Russell L. Ross said...

PART 3

Joseph Lee Galloway's original story of Landing Zone X-RAY Nov,14-16, 1965

Twenty JAMESTOWN ( N.Y. ) POST- JOURNAL- Wednesday Evening,November 17,1965

WOUNDED SOLDIER LOSES HALF HIS PLATOON IN BITTER CHU PONG FRAY

By JOSEPH GALLOWAY

Part 3 One platoon got about 300 yards up the mountain before the Communist opened up. From Behind, cut it offand fired on the main cavalry force from three sides with small arms, heavy machine-guns, and mortars.Time and again, the cavalrymen tried to move in and help the platoon' pull back, It was futile. The fire was toheavy. The platoon spent the night on the mountainside.
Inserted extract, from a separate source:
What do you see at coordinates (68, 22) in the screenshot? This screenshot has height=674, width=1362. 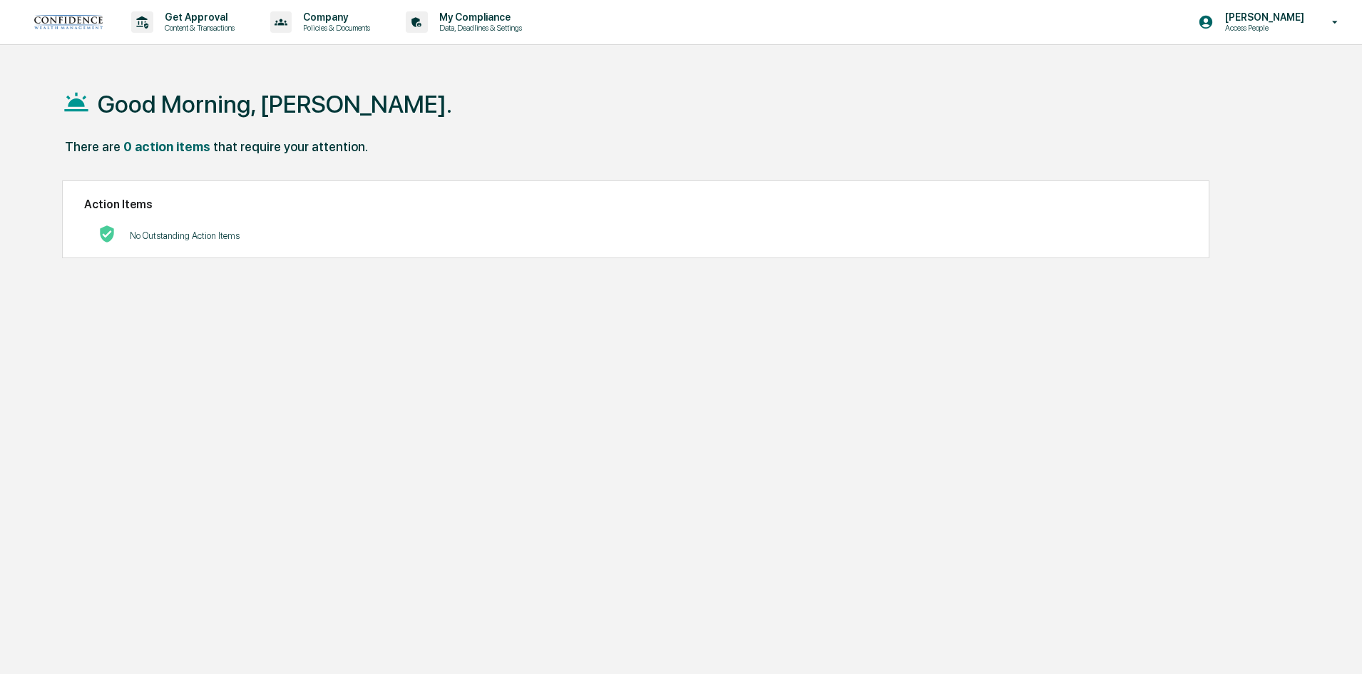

Their losses were heavy, but the damage to theCommunist was said to be heavier."We got 70 communist bodies stacked up in front of our positions," the platoon leader radioed back Monday.Men DyingIt was shortly before noon Sunday when the cavalrymen swept down in the area about 12 miles west of Pleiku.Ever since the nine day battle around the Special Forces camp at Plei Me, the cavalrymen have beensweeping the jungles and running into sporadic contact with hard-core Communist units.Brig. Gen. Richard Knowles, deputy commander of the air cavalry division, OFFERED ME A RIDE IN HISHELICOPTER.WE CIRCLED OVER THE BATTLE GROUND. Air strikes went in below us. An American A1E skyraider was hiton a low- level bombing run, and the pilot had no chance to bail out. The plane crashed and exploded in acluster of trees.Men are dying down there, but they are doing their job. "This is good," Knowles said." This is what we came for.We've got a U.S. battalion well -equipped down there."Many DeadI got my chance to join the men on the ground about 8 P.M. I went with a helicopter loaded with supplies andammunition.we were level with the middle of the mountain and in the darkness we could see the muzzle flashes of riflesand machine-gun spitting bullets at us. I said a prayer.Sgt.Maj. Basil Plumley of Columbus, Ga., met us at the landing zone, and led me back to Col. Moore'scommand bunker." Watch your step," Plumley said, " There were dead people, all over here." They were dead Americans manywrapped in ponchos.At Day break Monday, Medical helicopters began landing and taking off again with the wounded.A detail was assign the job of collecting weapons and ammunition from the wounded before they wereevacuated.